Tuxcedo is considered to be an important asset. Oracle will enhance it significantly. Broadening the number of supported OS's. Integrating with Soa Infrastructure and integrating more tighly with 11gDB Grid/RAC.

Weblogic will be Oracle's strategic Java Server, with another 3-pointer:

  1. All FMW technology that is already supported on Weblogic 9.x, will be certified on the new Weblogic 10.3.

  2. Integrating number of features of Oracle AS in Weblogic: Object Relation Modelling (I read Toplink, but probably also ADF Business Components), EJB-implementation, Security manager, Webservices Stack.

  3. The “Converged Application Server” is also going to be used in the Application Suites. (I wonder if this also is going to count for EBS in short notice; EBS just recently, since mid 2007, in R12 is based on Oracle 10g AS OC4J).

Thomas states that SOA is the fundamental architecture for Enterprise Applications.

A number of BEA features is going to be added to the Oracle SoaSuite. The Oracle SoaSuite then will consist of:

  • ESB converged to SCA Services Component Architecture

  • Oracle BPEL PM

  • Oracle Rules

  • Oracle Complex Event Processing mechanism combined with Weblogic Event server

  • BAM

  • Oracle Webservices Manager

  • BEA Aqualogic Enterprise Repository

  • Oracle Enterprise manager

  • Oracle Integration B2B engine

Thomas also talked a little about Enterprise 2.0, what in his eyes is about the fact how people in an enterprise use applications on internet. How you share information. Apparently Oracle's Content management systems plays a big role with versioning, access, indexing and searching. This brings together CMS from Oracle FMW + BEA:

  • Weblogic portal

  • Aqualogic user interaction

  • Oracle webcenter

This will be called the Webcenter Suite that will bring web2.0 services.

Another interesting subject Thomas talked about was: Business Process Management. This is about Separating definition of business processes into a Business Process Management Engine. For this Oracle comes with the BPM Suite - Business Process Management suite: modeling, execution and monitoring business processes. I wonder how the BPA suite and SoaSuite fits in this. To me it seems that BPM (being business process management, not modeling) is: BPA Suite (Business Process Architecting + Modeling) + jDeveloper (BPEL Modeling) + SOASuite (BPEL PM for execution and BAM for monitoring). But I don't know how far this is true, since on the BEA website I find a datasheet on the Aqua Logic BPM Suite. Thomas does not talk about the BPA Suite, so this sound like a rebranding of the AL BPM Suite, which also has a Business Analyst part. Interesting though is that this BPM suite also has a Process Modeller and an execution engine, while I understand from the talk of Thomas that Oracle BPEL PM will be the Process Execution engine of the SoaSuite. So I'm still very curious about that.

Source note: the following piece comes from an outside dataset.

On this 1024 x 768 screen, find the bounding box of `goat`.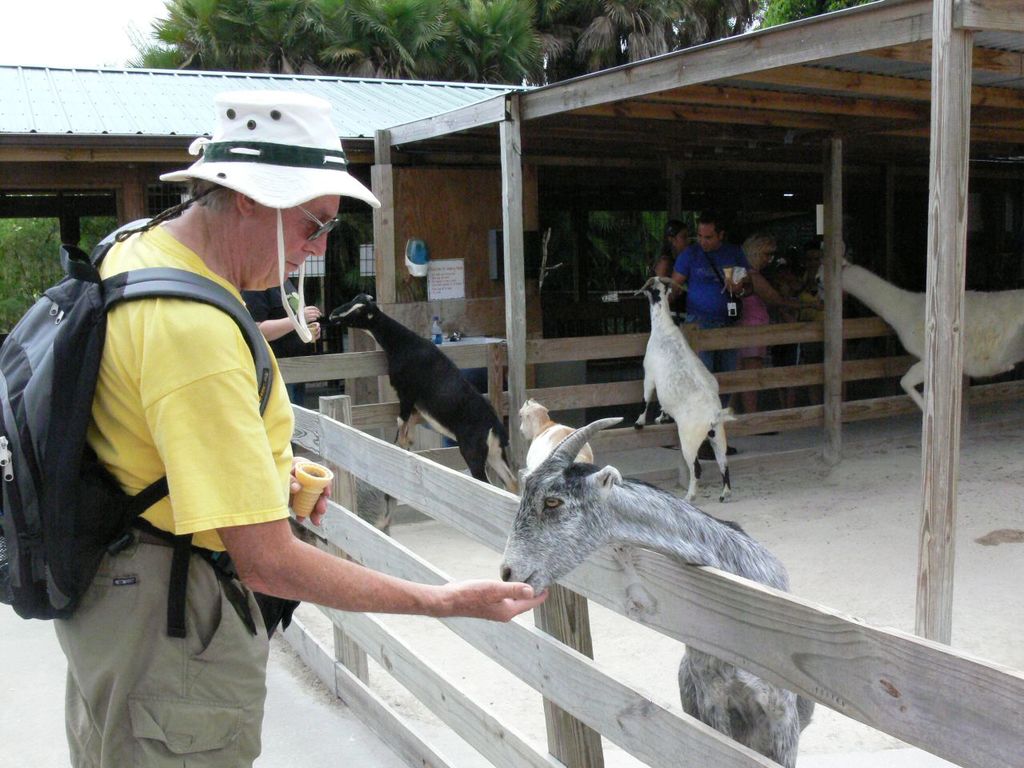
Bounding box: pyautogui.locateOnScreen(634, 272, 738, 504).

Two other interesting product suites Thomas talked about are:

  • Access Management Suite.

  • Weblogic Application Grid.

The combined Suites already available. In September 2008 the public date that the 100-days plan is done. More interoperability is promised in the future release of FMW 11g.

So although it is interesting hearing Thomas about Oracle's FMW+BEA roadmap, I've still some questions. My major ones are:

  • What is the future of the SoaSuite adapters? They're JCA compliant, but BEA also brings in adapters with the Aqualogic ESB. I've not looked into them, but expect them to be JCA complient also.

  • As stated above what about Oracle BPA suite verses BEA Aqualogic BPM Suite. When Oracle talks about the BPM Suite is this the rebranding BEA ALBPM, leaving behind the BPA Suite?

  • How will the Oracle BPEL PM fit in the BPM Suite? Since there is a great effort already done on integrating BPEL PM with BPA Suite, which together in my opinion sounds very like the BEA AL BPM Suite.